“There is tape in the Oval Office,” said Mr. Butterfield, a former White House aide, in testimony that rocked the Watergate hearings and led to the president’s resignation.
Alexander P. Butterfield testifying before the Senate Watergate Committee in July 1973. He revealed to the American public the existence of a secret recording system that President Richard M. Nixon had authorized and that had picked up virtually all of his meetings and telephone conversations.
Representative Joaquin Castro of Texas led a delegation of Democrats to a South Texas detention center to press for the release of the brothers and their family.
The ruling, which found that the three-person leadership team in New Jersey’s federal prosecutor’s office was illegal, will again throw the direction of the office into question.
President Emmanuel Macron said the warships would help protect France’s allies and French citizens in the region, and could be part of a force to escort ships through the Strait of Hormuz.
Court papers submitted as part of the agreement with Halkbank, which was accused of doing business with Iranian entities, said Turkey’s assistance “was instrumental” in the Israel-Hamas cease-fire.
Washington National Opera’s new production of Scott Joplin’s “Treemonisha,” which opened at Lisner Auditorium at George Washington University on Saturday.
As President Trump prepares to close Washington’s premier performing arts venue for two years, loyal patrons wonder where they’ll get their cultural fix.
Since the Kennedy Center opened in 1971, some three million people have relied on it for concerts, plays and other cultural offerings each year, according to the Government Accountability Office.
President Trump has repeatedly said that the war he commenced with Iran would be short-lived, rendering it unnecessary for the U.S. government to mount a major economic response.
The clashes during immigration sweeps in Minneapolis earlier this year have left local activists and officials in other cities worried that their communities could face similar crackdowns.
The subpoena was issued in recent days to the Arizona State Senate, which oversaw a sprawling but partisan audit of the vote result in Maricopa County.
Election workers counting ballots in Phoenix in 2020. An F.B.I. subpoena indicated that the Justice Department had added Arizona to its efforts to re-examine the 2020 race.
A new report says the lack of information provided for a required annual examination was so “pervasive” that auditors declined to opine on the agency’s financial numbers.
As the G.O.P. gathered in Miami for a party retreat where lawmakers hoped to focus on the economy, the president was threatening to block his own party’s legislative agenda.
“It’s an interpretation of the human spirit, said Killer Mike, the performer and political activist, about James Broadnax’s lyrics. “It is not an admission of guilt.”
The company is seeking F.C.C. approval to test an idea to reflect sunlight to Earth at night, possibly powering solar panels. Critics say it could be bad for people and wildlife.
The start-up Reflect Orbital wants to launch mirror-bearing satellites which it says could address one of the biggest weaknesses of solar power: that electric generation stops when the sun goes down.
A lawsuit filed on Monday argues that a State Department’s decision to withhold visas from experts who have pushed for stronger social media regulations is illegal.
Secretary of State Marco Rubio announced last year that he was restricting visas from foreign nationals whose calls for global content moderation policies, he said, amounted to “flagrant censorship actions.”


THE TASK: Check each line of the records below for the word "training" and give the number of lines that have it, with nothing added.

Element data from apps and pages:
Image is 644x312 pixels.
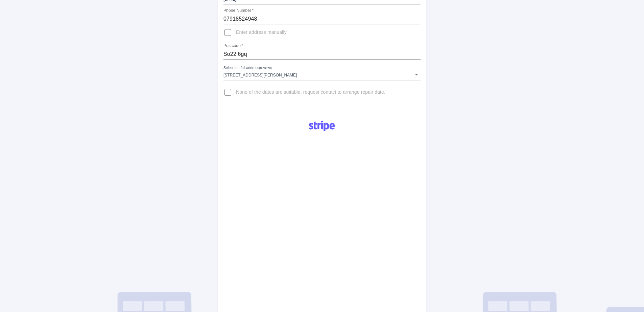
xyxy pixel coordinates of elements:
[259,67,272,70] small: (required)
[223,43,243,49] label: Postcode
[223,8,254,14] label: Phone Number
[236,29,287,36] span: Enter address manually
[223,65,272,71] label: Select the full address
[236,89,385,96] span: None of the dates are suitable, request contact to arrange repair date.
[223,68,421,80] div: [STREET_ADDRESS][PERSON_NAME]
[305,118,339,134] img: Logo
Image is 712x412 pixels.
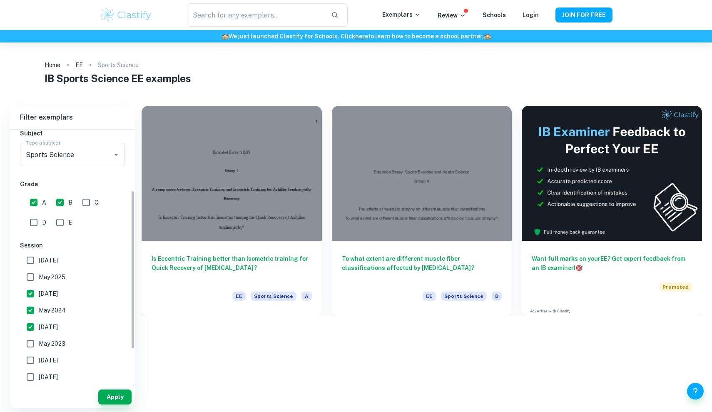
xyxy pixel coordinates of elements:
h6: Want full marks on your EE ? Get expert feedback from an IB examiner! [531,254,692,272]
a: EE [75,59,83,71]
span: May 2023 [39,339,65,348]
a: Home [45,59,60,71]
a: Schools [482,12,506,18]
span: E [68,218,72,227]
a: here [355,33,368,40]
button: Apply [98,389,132,404]
p: Sports Science [98,60,139,69]
h6: Filter exemplars [10,106,135,129]
span: Promoted [659,282,692,291]
span: [DATE] [39,372,58,381]
span: C [94,198,99,207]
h1: IB Sports Science EE examples [45,71,667,86]
p: Exemplars [382,10,421,19]
a: Login [522,12,539,18]
span: 🎯 [575,264,582,271]
span: EE [232,291,246,300]
span: Sports Science [251,291,296,300]
span: EE [422,291,436,300]
button: Help and Feedback [687,382,703,399]
span: 🏫 [221,33,228,40]
span: B [68,198,72,207]
h6: Session [20,241,125,250]
span: D [42,218,46,227]
span: [DATE] [39,289,58,298]
h6: We just launched Clastify for Schools. Click to learn how to become a school partner. [2,32,710,41]
span: 🏫 [484,33,491,40]
h6: Grade [20,179,125,189]
span: A [42,198,46,207]
a: Want full marks on yourEE? Get expert feedback from an IB examiner!PromotedAdvertise with Clastify [521,106,702,315]
p: Review [437,11,466,20]
span: [DATE] [39,355,58,365]
a: To what extent are different muscle fiber classifications affected by [MEDICAL_DATA]?EESports Sci... [332,106,512,315]
button: Open [110,149,122,160]
span: B [491,291,501,300]
h6: Subject [20,129,125,138]
img: Clastify logo [99,7,152,23]
img: Thumbnail [521,106,702,241]
input: Search for any exemplars... [187,3,324,27]
span: [DATE] [39,322,58,331]
span: May 2025 [39,272,65,281]
button: JOIN FOR FREE [555,7,612,22]
a: Is Eccentric Training better than Isometric training for Quick Recovery of [MEDICAL_DATA]?EESport... [141,106,322,315]
h6: Is Eccentric Training better than Isometric training for Quick Recovery of [MEDICAL_DATA]? [151,254,312,281]
label: Type a subject [26,139,60,146]
h6: To what extent are different muscle fiber classifications affected by [MEDICAL_DATA]? [342,254,502,281]
span: [DATE] [39,256,58,265]
span: A [301,291,312,300]
span: May 2024 [39,305,66,315]
a: Advertise with Clastify [530,308,570,314]
span: Sports Science [441,291,486,300]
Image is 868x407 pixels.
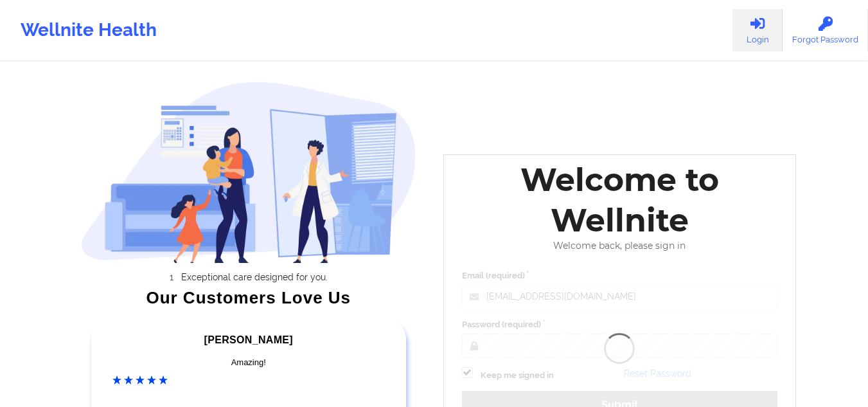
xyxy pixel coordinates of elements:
[81,291,416,304] div: Our Customers Love Us
[92,271,416,282] li: Exceptional care designed for you.
[733,9,783,52] a: Login
[453,160,788,240] div: Welcome to Wellnite
[783,9,868,52] a: Forgot Password
[204,334,293,345] span: [PERSON_NAME]
[113,356,385,369] div: Amazing!
[453,240,788,251] div: Welcome back, please sign in
[81,81,416,263] img: wellnite-auth-hero_200.c722682e.png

TASK ANSWER: 2